Can technology tools and media promote equity, socio-emotional learning, and critical thinking in literacy education? How have we learned to leverage these tools since the COVID-19 pandemic, and where did we fall short? What did we miss, and how can we integrate those lessons today?
Considering the value of social-emotional learning in the ELA classroom, what can reading our feelings and the feelings of others teach us about reading fiction/literature (and vice-versa)? How does emotional literacy contribute to stronger readers, writers, speakers, listeners, critical thinkers and leaders of tomorrow?
How can we experiment across various forms and genres of writing, creation, or performance to empower students to express their unique identities, and/or invite them to understand the experiences of those different from themselves?
How can educators, administrators, students, caregivers, and community members collaborate to create equitable and transformative ELA education environments that empower diverse students through literacy and critical thinking skills?
Potential topics could encompass lesson and learning unit ideas, innovative technology integration, text selection (or defense) in a censorship-friendly era, collaborative initiatives within schools or communities, broader school-wide or district-level programs, etc. Please note that session titles do not need to include the keywords or the conference theme.
Strands:
Audience Strands:
Elementary Education
Middle School
High School
College
General
Format Strands:
Lecture-style: Share your work or ideas in a standard presentation style. These sessions will not be interactive and the audience can sit back to listen and learn.
Interactive/Workshop: In these hands-on sessions, attendees will expect to be engaged doing independent or group learning to some extent.
The Future Is Now Roundtable Session: These sessions are for pre-service (graduate and undergraduate) teacher candidates to share their work.
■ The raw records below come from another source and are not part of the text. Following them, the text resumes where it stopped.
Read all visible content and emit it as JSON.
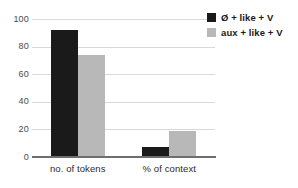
{
  "chart_data": {
    "type": "bar",
    "title": "",
    "xlabel": "",
    "ylabel": "",
    "categories": [
      "no. of tokens",
      "% of context"
    ],
    "series": [
      {
        "name": "Ø + like + V",
        "color": "#1a1a1a",
        "values": [
          92,
          7
        ]
      },
      {
        "name": "aux + like + V",
        "color": "#b8b8b8",
        "values": [
          74,
          19
        ]
      }
    ],
    "ylim": [
      0,
      100
    ],
    "yticks": [
      0,
      20,
      40,
      60,
      80,
      100
    ],
    "ytick_labels": [
      "0",
      "20",
      "40",
      "60",
      "80",
      "100"
    ],
    "grid": true,
    "grid_axis": "y",
    "legend_position": "top-right"
  },
  "legend": {
    "entries": [
      {
        "label": "Ø + like + V"
      },
      {
        "label": "aux + like + V"
      }
    ]
  },
  "colors": {
    "series_black": "#1a1a1a",
    "series_gray": "#b8b8b8",
    "gridline": "#d9d9d9",
    "axis": "#6e6e6e",
    "tick_text": "#4a4a4a",
    "label_text": "#2b2b2b",
    "background": "#ffffff"
  }
}
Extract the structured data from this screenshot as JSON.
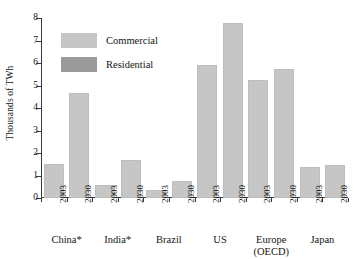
{
  "chart_data": {
    "type": "bar",
    "title": "",
    "xlabel": "",
    "ylabel": "Thousands of TWh",
    "ylim": [
      0,
      8
    ],
    "yticks": [
      0,
      1,
      2,
      3,
      4,
      5,
      6,
      7,
      8
    ],
    "ytick_labels": [
      "0",
      "1",
      "2",
      "3",
      "4",
      "5",
      "6",
      "7",
      "8"
    ],
    "grid": false,
    "legend_position": "upper-left-inside",
    "legend": [
      {
        "name": "Commercial",
        "color": "#c6c6c6"
      },
      {
        "name": "Residential",
        "color": "#9a9a9a"
      }
    ],
    "groups": [
      {
        "label": "China*",
        "label_line2": ""
      },
      {
        "label": "India*",
        "label_line2": ""
      },
      {
        "label": "Brazil",
        "label_line2": ""
      },
      {
        "label": "US",
        "label_line2": ""
      },
      {
        "label": "Europe",
        "label_line2": "(OECD)"
      },
      {
        "label": "Japan",
        "label_line2": ""
      }
    ],
    "categories": [
      "China* 2003",
      "China* 2030",
      "India* 2003",
      "India* 2030",
      "Brazil 2003",
      "Brazil 2030",
      "US 2003",
      "US 2030",
      "Europe (OECD) 2003",
      "Europe (OECD) 2030",
      "Japan 2003",
      "Japan 2030"
    ],
    "tick_labels": [
      "2003",
      "2030",
      "2003",
      "2030",
      "2003",
      "2030",
      "2003",
      "2030",
      "2003",
      "2030",
      "2003",
      "2030"
    ],
    "values": [
      1.5,
      4.65,
      0.6,
      1.7,
      0.35,
      0.75,
      5.9,
      7.8,
      5.25,
      5.75,
      1.4,
      1.45
    ],
    "series": [
      {
        "name": "Commercial",
        "values": [
          1.5,
          4.65,
          0.6,
          1.7,
          0.35,
          0.75,
          5.9,
          7.8,
          5.25,
          5.75,
          1.4,
          1.45
        ]
      }
    ],
    "axis_color": "#3a3a3a",
    "bar_color": "#c6c6c6"
  }
}
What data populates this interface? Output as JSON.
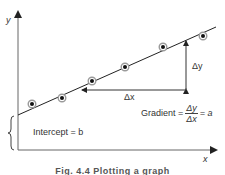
{
  "diagram": {
    "axes": {
      "y_label": "y",
      "x_label": "x"
    },
    "annotations": {
      "delta_y": "Δy",
      "delta_x": "Δx",
      "gradient_prefix": "Gradient =",
      "gradient_num": "Δy",
      "gradient_den": "Δx",
      "gradient_suffix": "= a",
      "intercept": "Intercept = b"
    },
    "caption": "Fig. 4.4   Plotting a graph",
    "colors": {
      "line": "#222222",
      "axis": "#555555",
      "point_fill": "#111111",
      "point_ring": "#9a9a9a"
    },
    "points": [
      {
        "x": 32,
        "y": 104
      },
      {
        "x": 62,
        "y": 98
      },
      {
        "x": 92,
        "y": 81
      },
      {
        "x": 125,
        "y": 67
      },
      {
        "x": 163,
        "y": 47
      },
      {
        "x": 203,
        "y": 36
      }
    ]
  }
}
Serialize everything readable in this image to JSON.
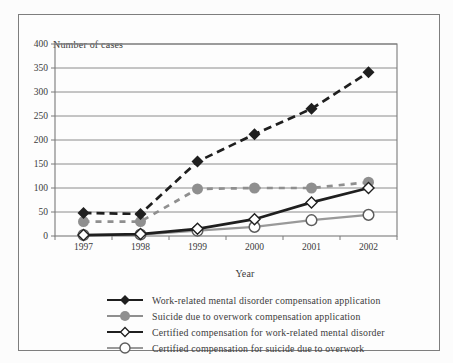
{
  "chart_data": {
    "type": "line",
    "xlabel": "Year",
    "ylabel": "Number of cases",
    "categories": [
      "1997",
      "1998",
      "1999",
      "2000",
      "2001",
      "2002"
    ],
    "ylim": [
      0,
      400
    ],
    "ytick_step": 50,
    "ytick_labels": [
      "0",
      "50",
      "100",
      "150",
      "200",
      "250",
      "300",
      "350",
      "400"
    ],
    "grid": true,
    "legend_position": "bottom",
    "series": [
      {
        "name": "Work-related mental disorder compensation application",
        "marker": "diamond-filled",
        "line": "dashed",
        "color": "#1f1f1f",
        "values": [
          48,
          46,
          155,
          212,
          265,
          341
        ]
      },
      {
        "name": "Suicide due to overwork compensation application",
        "marker": "circle-filled",
        "line": "dashed",
        "color": "#8f8f8f",
        "values": [
          30,
          30,
          98,
          100,
          100,
          112
        ]
      },
      {
        "name": "Certified compensation for work-related mental disorder",
        "marker": "diamond-open",
        "line": "solid",
        "color": "#1f1f1f",
        "values": [
          2,
          4,
          15,
          35,
          70,
          100
        ]
      },
      {
        "name": "Certified compensation for suicide due to overwork",
        "marker": "circle-open",
        "line": "solid",
        "color": "#999999",
        "values": [
          2,
          3,
          11,
          19,
          33,
          44
        ]
      }
    ],
    "draw_order": [
      1,
      0,
      3,
      2
    ]
  }
}
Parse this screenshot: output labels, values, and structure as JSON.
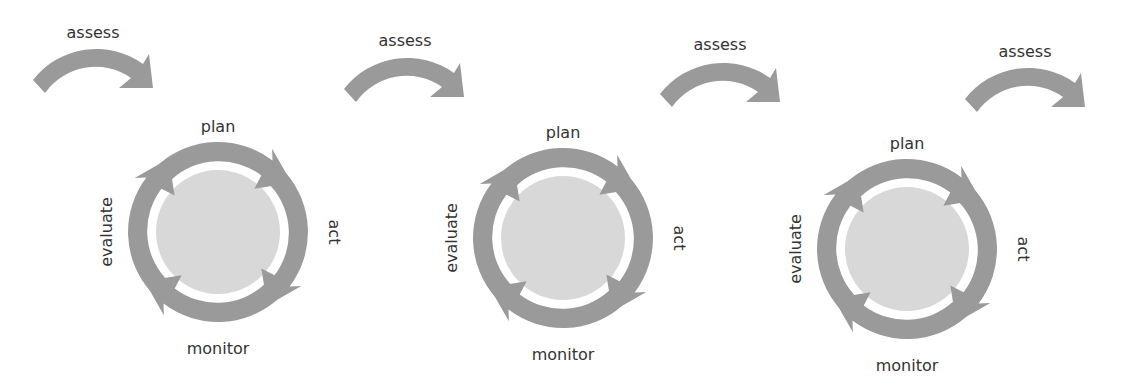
{
  "diagram": {
    "title": "",
    "colors": {
      "arrow": "#9a9a9a",
      "hub": "#d8d8d8",
      "text": "#333333"
    },
    "assess": [
      {
        "label": "assess",
        "cx": 95,
        "cy": 110,
        "lx": 93,
        "ly": 38
      },
      {
        "label": "assess",
        "cx": 406,
        "cy": 120,
        "lx": 405,
        "ly": 46
      },
      {
        "label": "assess",
        "cx": 722,
        "cy": 127,
        "lx": 720,
        "ly": 50
      },
      {
        "label": "assess",
        "cx": 1027,
        "cy": 133,
        "lx": 1025,
        "ly": 57
      }
    ],
    "cycles": [
      {
        "cx": 218,
        "cy": 232,
        "labels": {
          "plan": "plan",
          "act": "act",
          "monitor": "monitor",
          "evaluate": "evaluate"
        }
      },
      {
        "cx": 563,
        "cy": 238,
        "labels": {
          "plan": "plan",
          "act": "act",
          "monitor": "monitor",
          "evaluate": "evaluate"
        }
      },
      {
        "cx": 907,
        "cy": 249,
        "labels": {
          "plan": "plan",
          "act": "act",
          "monitor": "monitor",
          "evaluate": "evaluate"
        }
      }
    ]
  }
}
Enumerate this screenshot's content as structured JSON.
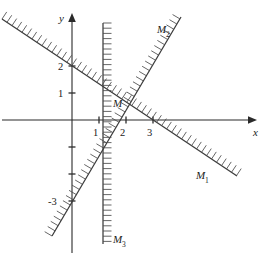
{
  "figure": {
    "background_color": "#ffffff",
    "ink_color": "#2a2a2a",
    "hatch_color": "#4a4a4a"
  },
  "axes": {
    "x_label": "x",
    "y_label": "y",
    "origin_px": {
      "x": 72,
      "y": 120
    },
    "unit_px": 27,
    "x_range": [
      -2.7,
      6.6
    ],
    "y_range": [
      -5.0,
      3.9
    ],
    "x_axis_arrow": true,
    "y_axis_arrow": true,
    "grid": false
  },
  "ticks": {
    "x": [
      {
        "value": 1,
        "label": "1"
      },
      {
        "value": 2,
        "label": "2"
      },
      {
        "value": 3,
        "label": "3"
      }
    ],
    "y": [
      {
        "value": 2,
        "label": "2"
      },
      {
        "value": 1,
        "label": "1"
      },
      {
        "value": -1,
        "label": ""
      },
      {
        "value": -2,
        "label": ""
      },
      {
        "value": -3,
        "label": "-3"
      }
    ]
  },
  "chart_data": {
    "type": "line",
    "xlabel": "x",
    "ylabel": "y",
    "xlim": [
      -2.7,
      6.6
    ],
    "ylim": [
      -5.0,
      3.9
    ],
    "grid": false,
    "legend": "inline-labels",
    "series": [
      {
        "name": "M1",
        "label": "M",
        "subscript": "1",
        "kind": "boundary-line",
        "slope": -0.67,
        "intercept": 2.0,
        "points": [
          {
            "x": -2.6,
            "y": 3.73
          },
          {
            "x": 0,
            "y": 2.0
          },
          {
            "x": 3,
            "y": 0.0
          },
          {
            "x": 6.1,
            "y": -2.07
          }
        ],
        "hatch_side": "upper-right",
        "label_position": {
          "x": 4.55,
          "y": -1.85
        }
      },
      {
        "name": "M2",
        "label": "M",
        "subscript": "2",
        "kind": "boundary-line",
        "slope": 1.7,
        "intercept": -3.0,
        "points": [
          {
            "x": -0.75,
            "y": -4.28
          },
          {
            "x": 0,
            "y": -3.0
          },
          {
            "x": 2,
            "y": 0.4
          },
          {
            "x": 4.0,
            "y": 3.8
          }
        ],
        "hatch_side": "upper-left",
        "label_position": {
          "x": 3.3,
          "y": 3.45
        }
      },
      {
        "name": "M3",
        "label": "M",
        "subscript": "3",
        "kind": "boundary-line-vertical",
        "x_value": 1.15,
        "points": [
          {
            "x": 1.15,
            "y": 3.6
          },
          {
            "x": 1.15,
            "y": -4.6
          }
        ],
        "hatch_side": "right",
        "label_position": {
          "x": 1.55,
          "y": -4.55
        }
      }
    ],
    "annotations": [
      {
        "text": "M",
        "kind": "region-label",
        "position": {
          "x": 1.52,
          "y": 0.62
        },
        "description": "feasible region label"
      }
    ]
  },
  "labels": {
    "region": "M",
    "line1": "M",
    "line1_sub": "1",
    "line2": "M",
    "line2_sub": "2",
    "line3": "M",
    "line3_sub": "3",
    "axis_x": "x",
    "axis_y": "y",
    "tick_x1": "1",
    "tick_x2": "2",
    "tick_x3": "3",
    "tick_y1": "1",
    "tick_y2": "2",
    "tick_ym3": "-3"
  }
}
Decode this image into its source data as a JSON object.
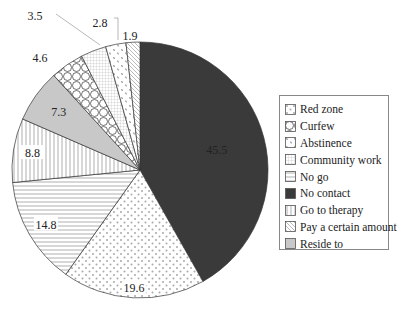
{
  "chart_data": {
    "type": "pie",
    "title": "",
    "start_angle": "12 o'clock",
    "direction": "clockwise",
    "slices": [
      {
        "label": "No contact",
        "value": 45.5,
        "pattern": "solid-dark",
        "color": "#3a3a3a"
      },
      {
        "label": "Red zone",
        "value": 19.6,
        "pattern": "dots",
        "color": "#ffffff"
      },
      {
        "label": "No go",
        "value": 14.8,
        "pattern": "horizontal-lines",
        "color": "#ffffff"
      },
      {
        "label": "Go to therapy",
        "value": 8.8,
        "pattern": "vertical-lines",
        "color": "#ffffff"
      },
      {
        "label": "Reside to",
        "value": 7.3,
        "pattern": "solid-gray",
        "color": "#c8c8c8"
      },
      {
        "label": "Curfew",
        "value": 4.6,
        "pattern": "circles",
        "color": "#ffffff"
      },
      {
        "label": "Community work",
        "value": 3.5,
        "pattern": "grid",
        "color": "#ffffff"
      },
      {
        "label": "Abstinence",
        "value": 2.8,
        "pattern": "speckle",
        "color": "#ffffff"
      },
      {
        "label": "Pay a certain amount",
        "value": 1.9,
        "pattern": "diagonal-lines",
        "color": "#ffffff"
      }
    ],
    "legend_position": "right"
  },
  "legend": {
    "items": [
      {
        "label": "Red zone",
        "pattern": "dots"
      },
      {
        "label": "Curfew",
        "pattern": "circles"
      },
      {
        "label": "Abstinence",
        "pattern": "speckle"
      },
      {
        "label": "Community work",
        "pattern": "grid"
      },
      {
        "label": "No go",
        "pattern": "horizontal-lines"
      },
      {
        "label": "No contact",
        "pattern": "solid-dark"
      },
      {
        "label": "Go to therapy",
        "pattern": "vertical-lines"
      },
      {
        "label": "Pay a certain amount",
        "pattern": "diagonal-lines"
      },
      {
        "label": "Reside to",
        "pattern": "solid-gray"
      }
    ]
  }
}
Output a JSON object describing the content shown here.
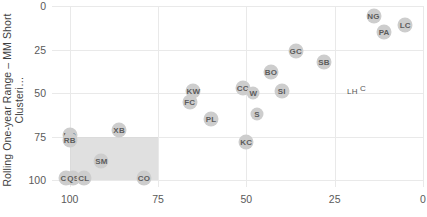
{
  "chart_data": {
    "type": "scatter",
    "title": "",
    "ylabel": "Rolling One-year Range – MM Short\nClusteri…",
    "xlabel": "",
    "xlim": [
      105,
      0
    ],
    "ylim": [
      0,
      104
    ],
    "x_ticks": [
      "100",
      "75",
      "50",
      "25",
      "0"
    ],
    "x_tick_values": [
      100,
      75,
      50,
      25,
      0
    ],
    "y_ticks": [
      "0",
      "25",
      "50",
      "75",
      "100"
    ],
    "y_tick_values": [
      0,
      25,
      50,
      75,
      100
    ],
    "x_axis_reversed": true,
    "grid": true,
    "legend": "none",
    "marker_color": "#cdcdcd",
    "label_color": "#5c5c5c",
    "highlight_region": {
      "x_start": 100,
      "x_end": 75,
      "y_start": 75,
      "y_end": 100,
      "color": "#d5d5d5"
    },
    "points": [
      {
        "label": "NG",
        "x": 14,
        "y": 6,
        "style": "marker"
      },
      {
        "label": "LC",
        "x": 5,
        "y": 11,
        "style": "marker"
      },
      {
        "label": "PA",
        "x": 11,
        "y": 15,
        "style": "marker"
      },
      {
        "label": "GC",
        "x": 36,
        "y": 26,
        "style": "marker"
      },
      {
        "label": "SB",
        "x": 28,
        "y": 32,
        "style": "marker"
      },
      {
        "label": "BO",
        "x": 43,
        "y": 38,
        "style": "marker"
      },
      {
        "label": "CC",
        "x": 51,
        "y": 47,
        "style": "marker"
      },
      {
        "label": "W",
        "x": 48,
        "y": 50,
        "style": "marker"
      },
      {
        "label": "SI",
        "x": 40,
        "y": 49,
        "style": "marker"
      },
      {
        "label": "LH",
        "x": 20,
        "y": 49,
        "style": "plain"
      },
      {
        "label": "C",
        "x": 17,
        "y": 47,
        "style": "plain"
      },
      {
        "label": "KW",
        "x": 65,
        "y": 49,
        "style": "marker"
      },
      {
        "label": "FC",
        "x": 66,
        "y": 55,
        "style": "marker"
      },
      {
        "label": "S",
        "x": 47,
        "y": 62,
        "style": "marker"
      },
      {
        "label": "PL",
        "x": 60,
        "y": 65,
        "style": "marker"
      },
      {
        "label": "KC",
        "x": 50,
        "y": 78,
        "style": "marker"
      },
      {
        "label": "XB",
        "x": 86,
        "y": 71,
        "style": "marker"
      },
      {
        "label": "HO",
        "x": 100,
        "y": 74,
        "style": "marker"
      },
      {
        "label": "RB",
        "x": 100,
        "y": 77,
        "style": "marker"
      },
      {
        "label": "SM",
        "x": 91,
        "y": 89,
        "style": "marker"
      },
      {
        "label": "CT",
        "x": 101,
        "y": 99,
        "style": "marker"
      },
      {
        "label": "QS",
        "x": 99,
        "y": 99,
        "style": "marker"
      },
      {
        "label": "CL",
        "x": 96,
        "y": 99,
        "style": "marker"
      },
      {
        "label": "CO",
        "x": 79,
        "y": 99,
        "style": "marker"
      }
    ]
  }
}
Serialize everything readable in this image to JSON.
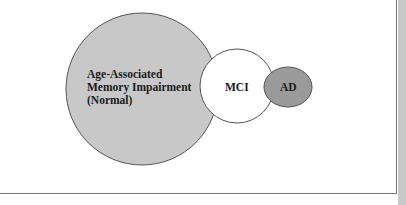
{
  "diagram": {
    "nodes": [
      {
        "id": "aami",
        "label_lines": [
          "Age-Associated",
          "Memory Impairment",
          "(Normal)"
        ],
        "fill": "#c8c8c8",
        "shape": "circle"
      },
      {
        "id": "mci",
        "label": "MCI",
        "fill": "#ffffff",
        "shape": "circle"
      },
      {
        "id": "ad",
        "label": "AD",
        "fill": "#9a9a9a",
        "shape": "ellipse"
      }
    ],
    "stroke_color": "#555555"
  }
}
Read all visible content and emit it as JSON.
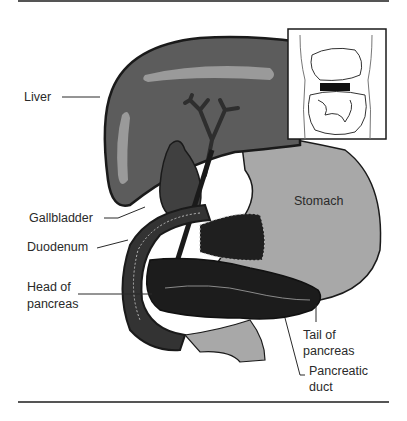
{
  "figure": {
    "type": "anatomical-diagram",
    "labels": {
      "liver": "Liver",
      "gallbladder": "Gallbladder",
      "duodenum": "Duodenum",
      "head_line1": "Head of",
      "head_line2": "pancreas",
      "stomach": "Stomach",
      "tail_line1": "Tail of",
      "tail_line2": "pancreas",
      "duct_line1": "Pancreatic",
      "duct_line2": "duct"
    },
    "inset": {
      "description": "Torso outline showing location of organs, pancreas highlighted in black"
    },
    "colors": {
      "liver": "#5c5c5c",
      "liver_highlight": "#9a9a9a",
      "gallbladder": "#404040",
      "stomach": "#a8a8a8",
      "pancreas": "#1c1c1c",
      "duodenum": "#333333",
      "outline": "#1a1a1a",
      "rule": "#555555"
    }
  }
}
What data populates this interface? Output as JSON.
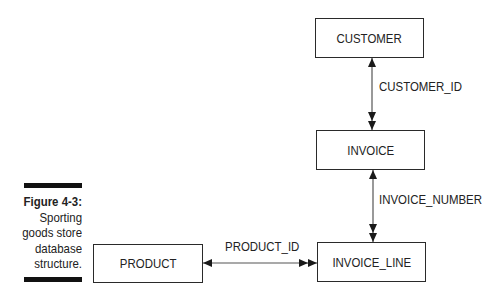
{
  "caption": {
    "figure_label": "Figure 4-3:",
    "lines": [
      "Sporting",
      "goods store",
      "database",
      "structure."
    ]
  },
  "entities": {
    "customer": "CUSTOMER",
    "invoice": "INVOICE",
    "invoice_line": "INVOICE_LINE",
    "product": "PRODUCT"
  },
  "relationships": {
    "customer_invoice": "CUSTOMER_ID",
    "invoice_invoice_line": "INVOICE_NUMBER",
    "product_invoice_line": "PRODUCT_ID"
  },
  "colors": {
    "line": "#2a2a2a",
    "bar": "#111111",
    "background": "#ffffff"
  }
}
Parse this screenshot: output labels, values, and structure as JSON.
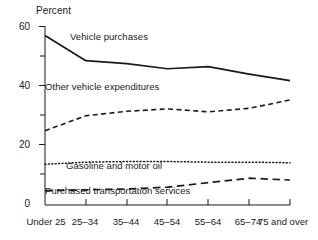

Each presenter will be paired with one or two others on a related topic and each presenter will have 10 to 15 minutes to share their work. This may be findings from field experience in the classroom or a research paper/project for a class or capstone course. These can be submitted now if a professor and pre-service teacher have a project in mind, but they may also be submitted in September 2025 once the fall semester begins.
Specialty Group Focus:
National Writing Project
Pennsylvania Department of Education (PDE)
Pennsylvania State Education Association (PSEA)
Kappa Delta Pi (KDP) Honor Society
Deadline: March 15, 2025
Registration: As per the National Council of Teachers of English (NCTE) policy, all in-person presenters must register and pay conference fees. Acceptance of a proposal does not offer a reduced or waived registration fee.
Mission Statement
The mission of the 2025 PCTELA conference is to support and encourage educators as they explore and learn about effective practices that inspire students to wonder and delve more deeply into a diverse world of texts, perspectives, and multimodal literacy experiences. We seek to provide a safe space for educators of all backgrounds to collaborate, explore, and return home from this journey as empowered leaders within their own school and community. As an affiliate of the National Council of Teachers of English (NCTE), we follow NCTE’s Mutual Respect and Anti-Harassment Policy.